Tuesday 4 October, 2022
The stones of Ruskin
For forty years I’ve had an ambition to visit Brantwood, John Ruskin’s house on the shores of Coniston Water, and a couple of weeks ago I achieved it!
Brantwood is big but not grand, and exceedingly interesting because of what it reveals about its owner. I’ve been interested in Ruskin ever since I made my first visit to Venice and read his Stones of Venice, but I hadn’t appreciated what a polymath he was, how wide his interests were and what a powerful influence he was on Victorian life and thought.
The house is set in a 250-acre estate which is threaded with paths designed by Ruskin to make different kinds of botanical and topographic points. We walked the path that circles the estate and leads up to the crag at the top with its sensational views of the lake below and the ‘Old Man’ peak that looms above it. All in all, a wonderful day out. Highly recommended.
The odd thing about the ‘Lake District’
As regular readers know, I recently had an enjoyable holiday in the Lake District, where we rented a house on the nice (i.e. quiet) side of Windermere. But I made the mistake on the blog of referring to “Lake Windermere” — which prompted a nice rebuke from James Cridland (‘mere’ means ‘lake’ so ‘Lake Windermere’ is a tautology), and a dish of humble pie for me.
But it also prompted other nice messages. Quentin, for instance, wrote that,
Enjoyed your comment about Lakes this morning; I remember now (but had forgotten) learning as a child that there is only one lake in the Lake District: Bassenthwaite. All of the others are meres, waters, tarns…
And it prompted a nice story from Keith Devlin:
“When we were first living in Lancaster in the late 1970s, we had 3-story, Edwardian, terraced house, and took an overseas visitor to the top floor to see the view. “You can see The Lakes from here,” I said as we entered the room. The visitor paused, and said, “All I can see are mountains.”
Which indeed was the case.
Quote of the Day
”England still stands outside Europe. Europe’s voiceless tremors do not reach her. Europe is apart, and England is not of her flesh and body.”
John Maynard Keynes in The Economic Consequences of the Peace
Keynes was writing in 1919. Nothing much changes.
Musical alternative to the morning’s radio news
Xavier Boderiou | Uilleann Pipes | The Plains Of Boyle (Hornpipe)
Brief, but lovely.
Long Read of the Day
A concrete vision of the liberal democratic future
If we want a better future, then we need to have an idea of what we would want it to be like. This long, long essay by Noah Smith
It seems that the essay was prompted by watching an interview with, of all people, Peter Thiel — Silicon Valley’s idea of an intellectual.
The other day, I saw a very interesting interview segment with the investor and conservative political activist Peter Thiel. In it, he says that the future has to be a tangible thing in order for people to embrace it, and that — as things stand right now — the only tangible futures that have been put forward are Chinese techno-totalitarianism, Islamism, and West Europe style environmentalism.
Smith doesn’t pretend to have all the answers.
Key pieces of the liberal democratic future vision remain to be filled in, and doing so will be a difficult and fraught process. Not everyone will be happy with the result, either. But it’s something we need to do, or we will leave the future to the people with darker, more dramatic visions that are sure to lead to nowhere good.
I agree, which is why I liked the essay. Hope you do too.
Lest we forget
I came on this tweet by Seb Schmoller yesterday.
The thread is here. It was Seb who first alerted me to Stolpersteine. Since then, whenever I’ve come on them in European cities, I pause to read and try to imagine what they mean. Seb’s thread includes a photograph of those outside the house where his grandparents lived.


Each line that includes the word "deficits" should be copied from the records.

Input for this task
+ + + +

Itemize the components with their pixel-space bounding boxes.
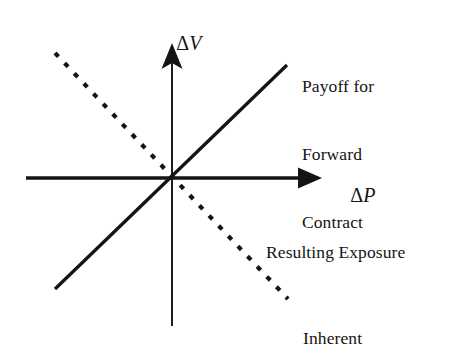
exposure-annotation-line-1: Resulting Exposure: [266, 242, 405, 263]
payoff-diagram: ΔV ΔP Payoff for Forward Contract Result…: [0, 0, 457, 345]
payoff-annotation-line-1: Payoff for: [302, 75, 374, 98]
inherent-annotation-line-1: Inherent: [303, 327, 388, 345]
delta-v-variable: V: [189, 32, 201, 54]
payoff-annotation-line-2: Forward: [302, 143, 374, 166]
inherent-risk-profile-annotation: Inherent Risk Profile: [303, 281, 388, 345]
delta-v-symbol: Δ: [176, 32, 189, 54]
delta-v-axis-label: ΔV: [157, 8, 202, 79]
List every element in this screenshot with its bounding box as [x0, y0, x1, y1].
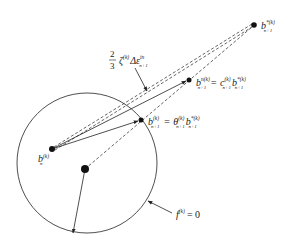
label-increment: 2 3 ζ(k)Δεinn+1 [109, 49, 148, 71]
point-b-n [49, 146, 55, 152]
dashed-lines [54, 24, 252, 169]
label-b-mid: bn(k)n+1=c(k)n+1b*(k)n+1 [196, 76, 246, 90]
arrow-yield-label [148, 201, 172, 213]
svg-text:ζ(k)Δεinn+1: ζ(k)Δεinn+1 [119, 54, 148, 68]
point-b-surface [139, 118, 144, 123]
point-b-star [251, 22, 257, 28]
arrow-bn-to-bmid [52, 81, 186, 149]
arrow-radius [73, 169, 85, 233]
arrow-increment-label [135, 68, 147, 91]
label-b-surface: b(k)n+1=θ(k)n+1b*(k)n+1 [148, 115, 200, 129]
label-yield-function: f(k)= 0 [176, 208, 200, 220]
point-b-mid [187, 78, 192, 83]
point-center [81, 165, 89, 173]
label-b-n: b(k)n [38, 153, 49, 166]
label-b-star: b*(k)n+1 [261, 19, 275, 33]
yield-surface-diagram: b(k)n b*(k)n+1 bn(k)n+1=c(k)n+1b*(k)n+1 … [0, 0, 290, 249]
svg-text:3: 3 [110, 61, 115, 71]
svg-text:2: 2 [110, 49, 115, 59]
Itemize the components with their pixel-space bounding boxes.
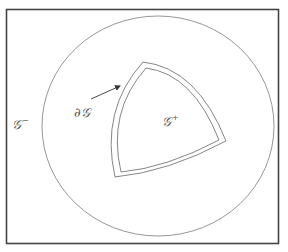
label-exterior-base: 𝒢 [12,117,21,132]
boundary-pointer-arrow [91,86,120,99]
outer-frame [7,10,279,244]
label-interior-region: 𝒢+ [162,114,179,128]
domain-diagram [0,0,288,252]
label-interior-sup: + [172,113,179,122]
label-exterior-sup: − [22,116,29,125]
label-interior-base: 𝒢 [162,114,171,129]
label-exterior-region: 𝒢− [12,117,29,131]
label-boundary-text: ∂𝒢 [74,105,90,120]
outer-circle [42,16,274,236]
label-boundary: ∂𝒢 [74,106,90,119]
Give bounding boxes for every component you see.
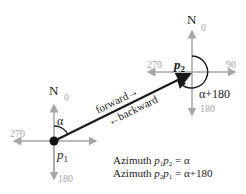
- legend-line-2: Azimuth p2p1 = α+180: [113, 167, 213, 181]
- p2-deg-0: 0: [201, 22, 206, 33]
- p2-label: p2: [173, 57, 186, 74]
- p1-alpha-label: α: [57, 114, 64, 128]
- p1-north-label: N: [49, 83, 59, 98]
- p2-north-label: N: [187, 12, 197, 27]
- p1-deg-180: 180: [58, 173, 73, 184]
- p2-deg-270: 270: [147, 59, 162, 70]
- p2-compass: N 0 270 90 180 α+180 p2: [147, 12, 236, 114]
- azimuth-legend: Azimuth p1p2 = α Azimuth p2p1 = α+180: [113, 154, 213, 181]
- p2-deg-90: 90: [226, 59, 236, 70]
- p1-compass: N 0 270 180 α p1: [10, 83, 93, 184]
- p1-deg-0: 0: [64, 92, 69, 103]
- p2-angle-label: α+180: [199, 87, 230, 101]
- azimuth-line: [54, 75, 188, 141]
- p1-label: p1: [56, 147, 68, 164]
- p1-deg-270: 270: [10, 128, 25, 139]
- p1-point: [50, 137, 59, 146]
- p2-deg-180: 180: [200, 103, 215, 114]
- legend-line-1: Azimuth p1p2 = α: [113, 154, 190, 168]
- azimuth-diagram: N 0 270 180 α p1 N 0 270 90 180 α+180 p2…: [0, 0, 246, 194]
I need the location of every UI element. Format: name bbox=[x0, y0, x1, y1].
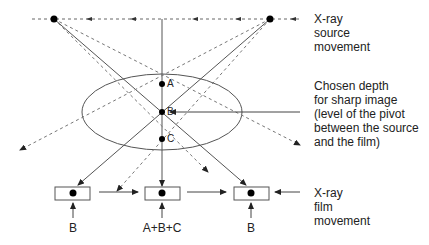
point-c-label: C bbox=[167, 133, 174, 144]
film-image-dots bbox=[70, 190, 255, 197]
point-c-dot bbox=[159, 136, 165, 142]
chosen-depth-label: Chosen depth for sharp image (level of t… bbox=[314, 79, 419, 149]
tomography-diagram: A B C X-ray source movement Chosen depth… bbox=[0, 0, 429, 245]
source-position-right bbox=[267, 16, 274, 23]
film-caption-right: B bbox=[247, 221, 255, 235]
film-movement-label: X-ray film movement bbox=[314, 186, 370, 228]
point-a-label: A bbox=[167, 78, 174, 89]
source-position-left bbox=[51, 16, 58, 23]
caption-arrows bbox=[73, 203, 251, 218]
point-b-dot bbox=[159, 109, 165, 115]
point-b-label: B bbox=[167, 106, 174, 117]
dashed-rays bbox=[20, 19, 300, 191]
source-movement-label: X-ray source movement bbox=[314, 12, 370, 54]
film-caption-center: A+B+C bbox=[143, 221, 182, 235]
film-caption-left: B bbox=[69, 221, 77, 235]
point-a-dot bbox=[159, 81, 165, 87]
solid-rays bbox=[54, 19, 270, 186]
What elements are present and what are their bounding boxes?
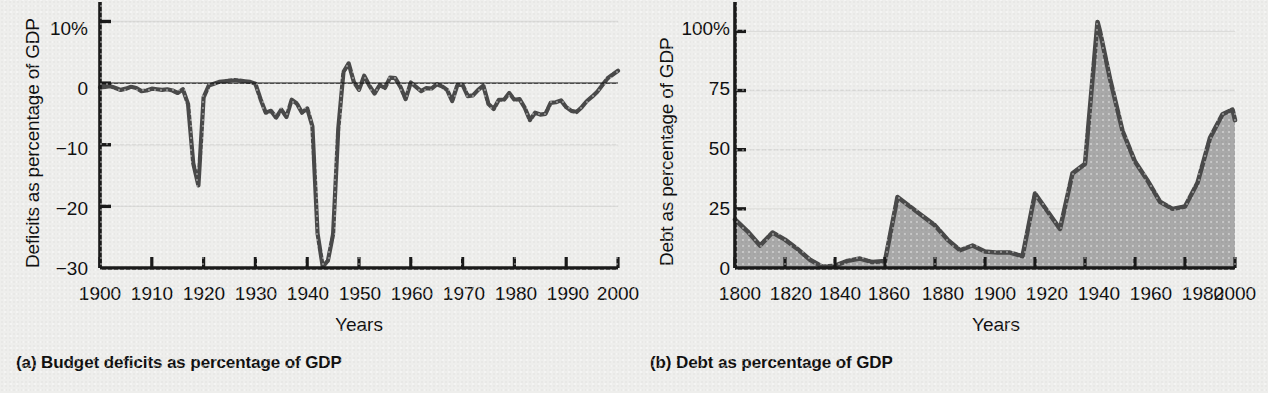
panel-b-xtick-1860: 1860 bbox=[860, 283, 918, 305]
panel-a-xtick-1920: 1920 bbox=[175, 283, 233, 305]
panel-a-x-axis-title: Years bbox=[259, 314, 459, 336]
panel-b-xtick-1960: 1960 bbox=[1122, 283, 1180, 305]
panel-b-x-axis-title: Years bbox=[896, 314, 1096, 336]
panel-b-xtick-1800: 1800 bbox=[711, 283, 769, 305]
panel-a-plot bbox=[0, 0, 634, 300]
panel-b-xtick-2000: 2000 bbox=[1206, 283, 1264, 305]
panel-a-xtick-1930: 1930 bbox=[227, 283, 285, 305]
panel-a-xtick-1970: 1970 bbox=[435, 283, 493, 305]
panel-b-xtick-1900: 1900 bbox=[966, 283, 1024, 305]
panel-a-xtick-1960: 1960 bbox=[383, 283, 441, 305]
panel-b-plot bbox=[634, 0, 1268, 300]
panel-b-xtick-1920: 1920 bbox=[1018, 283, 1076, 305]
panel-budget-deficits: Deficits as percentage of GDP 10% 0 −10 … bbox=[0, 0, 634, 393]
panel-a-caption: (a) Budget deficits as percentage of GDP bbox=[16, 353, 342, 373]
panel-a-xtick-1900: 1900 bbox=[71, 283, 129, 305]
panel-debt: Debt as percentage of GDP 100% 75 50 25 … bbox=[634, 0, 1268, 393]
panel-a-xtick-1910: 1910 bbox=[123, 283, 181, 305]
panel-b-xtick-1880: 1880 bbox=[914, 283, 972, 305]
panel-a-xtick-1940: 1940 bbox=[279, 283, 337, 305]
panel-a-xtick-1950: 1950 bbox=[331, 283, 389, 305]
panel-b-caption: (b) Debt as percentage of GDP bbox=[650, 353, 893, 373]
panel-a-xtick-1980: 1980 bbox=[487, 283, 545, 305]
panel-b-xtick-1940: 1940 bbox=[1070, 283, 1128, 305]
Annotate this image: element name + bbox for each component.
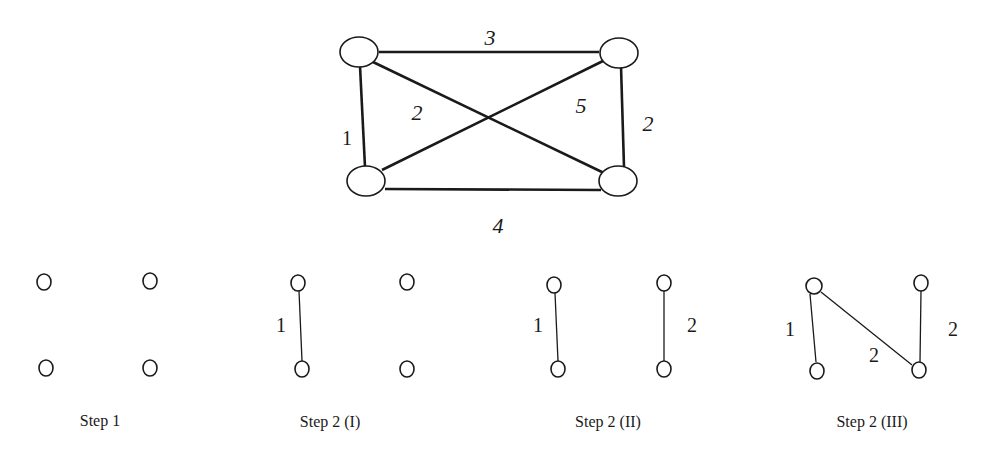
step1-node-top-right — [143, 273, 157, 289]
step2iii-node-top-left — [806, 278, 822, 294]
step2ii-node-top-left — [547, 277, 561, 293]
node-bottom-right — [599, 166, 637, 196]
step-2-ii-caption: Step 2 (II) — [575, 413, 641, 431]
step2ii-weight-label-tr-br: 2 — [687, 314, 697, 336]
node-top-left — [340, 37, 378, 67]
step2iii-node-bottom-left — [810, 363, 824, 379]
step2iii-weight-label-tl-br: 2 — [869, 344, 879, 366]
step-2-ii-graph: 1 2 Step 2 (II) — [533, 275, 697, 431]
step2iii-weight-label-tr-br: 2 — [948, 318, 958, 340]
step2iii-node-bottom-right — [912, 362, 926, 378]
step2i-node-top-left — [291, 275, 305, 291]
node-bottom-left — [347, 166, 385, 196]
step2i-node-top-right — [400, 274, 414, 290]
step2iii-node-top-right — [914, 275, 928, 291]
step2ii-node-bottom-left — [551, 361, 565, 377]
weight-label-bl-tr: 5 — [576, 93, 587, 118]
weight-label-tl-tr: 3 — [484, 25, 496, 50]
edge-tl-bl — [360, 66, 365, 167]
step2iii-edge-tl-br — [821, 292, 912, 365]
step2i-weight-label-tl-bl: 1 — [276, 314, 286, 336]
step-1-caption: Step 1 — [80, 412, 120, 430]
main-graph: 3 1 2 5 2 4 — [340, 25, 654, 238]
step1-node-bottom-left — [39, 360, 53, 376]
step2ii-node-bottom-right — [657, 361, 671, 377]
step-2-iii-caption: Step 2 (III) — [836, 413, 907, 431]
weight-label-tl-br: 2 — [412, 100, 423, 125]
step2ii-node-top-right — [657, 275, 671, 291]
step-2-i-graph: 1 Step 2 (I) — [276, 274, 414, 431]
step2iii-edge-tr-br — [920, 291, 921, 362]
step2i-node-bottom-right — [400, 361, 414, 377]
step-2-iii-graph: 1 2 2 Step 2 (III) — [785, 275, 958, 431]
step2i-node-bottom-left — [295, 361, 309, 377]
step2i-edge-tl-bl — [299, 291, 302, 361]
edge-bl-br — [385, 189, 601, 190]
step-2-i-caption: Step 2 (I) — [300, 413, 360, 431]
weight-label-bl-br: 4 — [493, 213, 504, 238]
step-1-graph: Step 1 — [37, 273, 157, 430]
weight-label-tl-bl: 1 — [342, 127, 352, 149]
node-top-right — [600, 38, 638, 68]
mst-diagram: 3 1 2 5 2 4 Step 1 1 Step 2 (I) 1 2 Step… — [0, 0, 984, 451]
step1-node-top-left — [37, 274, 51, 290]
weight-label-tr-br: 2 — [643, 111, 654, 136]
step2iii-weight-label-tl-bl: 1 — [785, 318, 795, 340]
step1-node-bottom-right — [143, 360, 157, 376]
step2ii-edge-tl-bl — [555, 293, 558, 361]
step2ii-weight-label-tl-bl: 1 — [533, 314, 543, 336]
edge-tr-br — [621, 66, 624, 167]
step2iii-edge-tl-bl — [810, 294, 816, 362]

+ + + +

Exercise solution
panel-budget-deficits: Deficits as percentage of GDP 10% 0 −10 … bbox=[0, 0, 634, 393]
panel-a-caption: (a) Budget deficits as percentage of GDP bbox=[16, 353, 342, 373]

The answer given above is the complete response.